Thursday, July 26, 2012

What is a Holland?

"What is a Holland?" produced and narrated by Tim L Holland
Posted by Fred L. Holland, Dallas, Texas, August 2013

The Holland Reunion is on August 11 in Fairplay Texas at 10:00 AM. Each year for the past four years, I have attempted to distribute something of the Holland Family history and this year I am returning to a video that Tim L Holland did years ago called "What is a Holland?" It was my first attempt to present the Faces and Voices of the past at the reunion. Last year, I presented a CD containing the Holland Family History Scrapbook that Bev Bevelyn Holland Shepherd prepared as an actually scrapbook, which she photographed for me. I am gifting Steve Holland with a very special shotgun that holds a link to the family past, much like the axe that Steve has from the Gilbert Holland, who is his Great, Great Grand Father Holland, whose family celebrates with a Reunon in Fairplay each year. Year before last I was pleased to present a DVD of a video that Sister Mary Yamagata, Ian Yamagata's mother, produced with my father Doctor V.M. Holland narration of "Holland Trails and Tales: The Migration Story of Hollands from Tennesse to Texas." It was one of her first videos produced after she graduated from SMU with her Communications degree.

Thursday, February 23, 2012

My mother always told me to remember that there was a Holland at the Alamo...

Tapley Holland at the Alamo



Thursday is the 176th anniversary of the beginning of the siege of the Alamo during the Texas Revolution.

START OF THE SIEGE

More than 1,000 Mexican troops under Gen. Antonio López de Santa Anna arrived in San Antonio on Feb. 23, 1836, a...nd laid siege to the Alamo after Texas rebels inside answered a surrender demand with a cannon shot. During the siege, on March 2, delegates at Washingon-on-the-Brazos adopted the Texas Declaration of Independence.

FALL OF THE ALAMO

Those inside (estimates vary but generally are around 200 Texans, Tejanos and American volunteers) held out for 13 days, until March 6. All of the defenders were killed.

THE COURSE OF COMBAT

The fall of the Alamo was followed on March 27 by the Goliad massacre, in which more than 300 prisoners of war were slaughtered by Mexican troops, and April 21 by the Battle of San Jacinto, where Texans and Tejanos under Sam Houston defeated Santa Anna’s army and secured Texas’ independence.

TRAVIS’ LETTER

Alamo commander William Barret Travis’ letter appealing for reinforcements (but vowing to not surrender) is showcased in the lobby of the Lorenzo de Zavala State Archives and Library Building in Austin weekdays through March 30.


What to do:
The records appear below. Copy each one exactly.

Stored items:

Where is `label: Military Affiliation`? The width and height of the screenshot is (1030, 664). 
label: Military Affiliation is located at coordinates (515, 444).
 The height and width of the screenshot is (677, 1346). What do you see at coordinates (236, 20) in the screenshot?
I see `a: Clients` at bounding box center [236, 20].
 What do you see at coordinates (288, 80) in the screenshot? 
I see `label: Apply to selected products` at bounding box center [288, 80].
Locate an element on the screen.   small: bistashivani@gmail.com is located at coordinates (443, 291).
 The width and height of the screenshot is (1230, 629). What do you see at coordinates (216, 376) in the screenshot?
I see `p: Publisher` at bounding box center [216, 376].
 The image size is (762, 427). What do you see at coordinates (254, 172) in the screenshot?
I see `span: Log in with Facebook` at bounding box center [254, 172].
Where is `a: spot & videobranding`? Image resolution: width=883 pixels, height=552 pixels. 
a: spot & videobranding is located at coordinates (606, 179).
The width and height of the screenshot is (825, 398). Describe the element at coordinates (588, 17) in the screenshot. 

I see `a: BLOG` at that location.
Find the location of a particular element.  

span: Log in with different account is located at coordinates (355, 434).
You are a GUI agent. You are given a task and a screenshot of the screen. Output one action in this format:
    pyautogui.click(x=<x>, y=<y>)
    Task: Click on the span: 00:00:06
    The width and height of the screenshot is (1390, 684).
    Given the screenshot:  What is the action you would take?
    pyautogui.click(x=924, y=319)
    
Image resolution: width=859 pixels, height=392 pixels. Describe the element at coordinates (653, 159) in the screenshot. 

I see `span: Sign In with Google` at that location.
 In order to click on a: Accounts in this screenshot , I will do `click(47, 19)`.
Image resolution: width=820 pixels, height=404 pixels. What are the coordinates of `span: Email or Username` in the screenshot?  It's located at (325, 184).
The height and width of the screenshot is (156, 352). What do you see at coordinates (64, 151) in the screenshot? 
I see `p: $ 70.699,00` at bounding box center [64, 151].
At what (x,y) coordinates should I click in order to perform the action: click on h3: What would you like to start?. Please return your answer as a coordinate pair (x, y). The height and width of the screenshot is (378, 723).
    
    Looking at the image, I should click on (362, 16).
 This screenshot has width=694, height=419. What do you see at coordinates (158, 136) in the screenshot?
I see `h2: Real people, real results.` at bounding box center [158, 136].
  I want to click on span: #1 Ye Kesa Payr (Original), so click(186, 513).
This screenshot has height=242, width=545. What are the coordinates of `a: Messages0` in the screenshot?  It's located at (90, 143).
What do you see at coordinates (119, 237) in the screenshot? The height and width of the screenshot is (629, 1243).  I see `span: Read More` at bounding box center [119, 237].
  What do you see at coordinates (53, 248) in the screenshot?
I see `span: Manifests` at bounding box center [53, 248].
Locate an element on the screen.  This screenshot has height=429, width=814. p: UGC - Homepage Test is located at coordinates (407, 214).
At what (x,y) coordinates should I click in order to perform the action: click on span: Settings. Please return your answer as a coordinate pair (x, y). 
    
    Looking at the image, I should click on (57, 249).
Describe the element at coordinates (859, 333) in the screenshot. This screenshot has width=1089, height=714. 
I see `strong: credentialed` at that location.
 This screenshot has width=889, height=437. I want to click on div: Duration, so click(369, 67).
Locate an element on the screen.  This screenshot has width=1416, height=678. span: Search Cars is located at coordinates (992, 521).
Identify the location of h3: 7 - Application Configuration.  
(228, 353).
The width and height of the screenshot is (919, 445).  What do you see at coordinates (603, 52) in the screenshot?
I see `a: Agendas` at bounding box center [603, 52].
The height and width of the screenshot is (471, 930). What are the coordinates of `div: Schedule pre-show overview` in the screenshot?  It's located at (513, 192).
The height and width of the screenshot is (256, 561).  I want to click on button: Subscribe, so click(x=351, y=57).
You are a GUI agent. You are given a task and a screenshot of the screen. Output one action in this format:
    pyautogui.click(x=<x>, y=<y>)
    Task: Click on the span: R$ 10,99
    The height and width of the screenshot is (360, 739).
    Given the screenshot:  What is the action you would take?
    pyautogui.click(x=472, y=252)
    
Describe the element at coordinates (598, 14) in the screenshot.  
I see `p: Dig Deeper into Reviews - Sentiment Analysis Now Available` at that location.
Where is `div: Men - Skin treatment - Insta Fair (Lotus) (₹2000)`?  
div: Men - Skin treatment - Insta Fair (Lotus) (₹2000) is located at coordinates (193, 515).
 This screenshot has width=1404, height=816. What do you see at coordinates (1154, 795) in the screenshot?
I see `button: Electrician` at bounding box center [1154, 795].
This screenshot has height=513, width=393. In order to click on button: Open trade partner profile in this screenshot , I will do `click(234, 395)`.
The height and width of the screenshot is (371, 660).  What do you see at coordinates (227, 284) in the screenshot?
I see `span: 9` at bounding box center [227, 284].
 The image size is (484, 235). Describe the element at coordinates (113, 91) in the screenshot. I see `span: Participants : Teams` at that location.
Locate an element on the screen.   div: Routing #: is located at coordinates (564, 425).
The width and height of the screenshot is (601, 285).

Response to this exercise:
Where is `label: Military Affiliation`? The width and height of the screenshot is (1030, 664). 
label: Military Affiliation is located at coordinates (515, 444).
 The height and width of the screenshot is (677, 1346). What do you see at coordinates (236, 20) in the screenshot?
I see `a: Clients` at bounding box center [236, 20].
 What do you see at coordinates (288, 80) in the screenshot? 
I see `label: Apply to selected products` at bounding box center [288, 80].
Locate an element on the screen.   small: bistashivani@gmail.com is located at coordinates (443, 291).
 The width and height of the screenshot is (1230, 629). What do you see at coordinates (216, 376) in the screenshot?
I see `p: Publisher` at bounding box center [216, 376].
 The image size is (762, 427). What do you see at coordinates (254, 172) in the screenshot?
I see `span: Log in with Facebook` at bounding box center [254, 172].
Where is `a: spot & videobranding`? Image resolution: width=883 pixels, height=552 pixels. 
a: spot & videobranding is located at coordinates (606, 179).
The width and height of the screenshot is (825, 398). Describe the element at coordinates (588, 17) in the screenshot. 

I see `a: BLOG` at that location.
Find the location of a particular element.  

span: Log in with different account is located at coordinates (355, 434).
You are a GUI agent. You are given a task and a screenshot of the screen. Output one action in this format:
    pyautogui.click(x=<x>, y=<y>)
    Task: Click on the span: 00:00:06
    The width and height of the screenshot is (1390, 684).
    Given the screenshot:  What is the action you would take?
    pyautogui.click(x=924, y=319)
    
Image resolution: width=859 pixels, height=392 pixels. Describe the element at coordinates (653, 159) in the screenshot. 

I see `span: Sign In with Google` at that location.
 In order to click on a: Accounts in this screenshot , I will do `click(47, 19)`.
Image resolution: width=820 pixels, height=404 pixels. What are the coordinates of `span: Email or Username` in the screenshot?  It's located at (325, 184).
The height and width of the screenshot is (156, 352). What do you see at coordinates (64, 151) in the screenshot? 
I see `p: $ 70.699,00` at bounding box center [64, 151].
At what (x,y) coordinates should I click in order to perform the action: click on h3: What would you like to start?. Please return your answer as a coordinate pair (x, y). The height and width of the screenshot is (378, 723).
    
    Looking at the image, I should click on (362, 16).
 This screenshot has width=694, height=419. What do you see at coordinates (158, 136) in the screenshot?
I see `h2: Real people, real results.` at bounding box center [158, 136].
  I want to click on span: #1 Ye Kesa Payr (Original), so click(186, 513).
This screenshot has height=242, width=545. What are the coordinates of `a: Messages0` in the screenshot?  It's located at (90, 143).
What do you see at coordinates (119, 237) in the screenshot? The height and width of the screenshot is (629, 1243).  I see `span: Read More` at bounding box center [119, 237].
  What do you see at coordinates (53, 248) in the screenshot?
I see `span: Manifests` at bounding box center [53, 248].
Locate an element on the screen.  This screenshot has height=429, width=814. p: UGC - Homepage Test is located at coordinates (407, 214).
At what (x,y) coordinates should I click in order to perform the action: click on span: Settings. Please return your answer as a coordinate pair (x, y). 
    
    Looking at the image, I should click on (57, 249).
Describe the element at coordinates (859, 333) in the screenshot. This screenshot has width=1089, height=714. 
I see `strong: credentialed` at that location.
 This screenshot has width=889, height=437. I want to click on div: Duration, so click(369, 67).
Locate an element on the screen.  This screenshot has width=1416, height=678. span: Search Cars is located at coordinates (992, 521).
Identify the location of h3: 7 - Application Configuration.  
(228, 353).
The width and height of the screenshot is (919, 445).  What do you see at coordinates (603, 52) in the screenshot?
I see `a: Agendas` at bounding box center [603, 52].
The height and width of the screenshot is (471, 930). What are the coordinates of `div: Schedule pre-show overview` in the screenshot?  It's located at (513, 192).
The height and width of the screenshot is (256, 561).  I want to click on button: Subscribe, so click(x=351, y=57).
You are a GUI agent. You are given a task and a screenshot of the screen. Output one action in this format:
    pyautogui.click(x=<x>, y=<y>)
    Task: Click on the span: R$ 10,99
    The height and width of the screenshot is (360, 739).
    Given the screenshot:  What is the action you would take?
    pyautogui.click(x=472, y=252)
    
Describe the element at coordinates (598, 14) in the screenshot.  
I see `p: Dig Deeper into Reviews - Sentiment Analysis Now Available` at that location.
Where is `div: Men - Skin treatment - Insta Fair (Lotus) (₹2000)`?  
div: Men - Skin treatment - Insta Fair (Lotus) (₹2000) is located at coordinates (193, 515).
 This screenshot has width=1404, height=816. What do you see at coordinates (1154, 795) in the screenshot?
I see `button: Electrician` at bounding box center [1154, 795].
This screenshot has height=513, width=393. In order to click on button: Open trade partner profile in this screenshot , I will do `click(234, 395)`.
The height and width of the screenshot is (371, 660).  What do you see at coordinates (227, 284) in the screenshot?
I see `span: 9` at bounding box center [227, 284].
 The image size is (484, 235). Describe the element at coordinates (113, 91) in the screenshot. I see `span: Participants : Teams` at that location.
Locate an element on the screen.   div: Routing #: is located at coordinates (564, 425).
The width and height of the screenshot is (601, 285).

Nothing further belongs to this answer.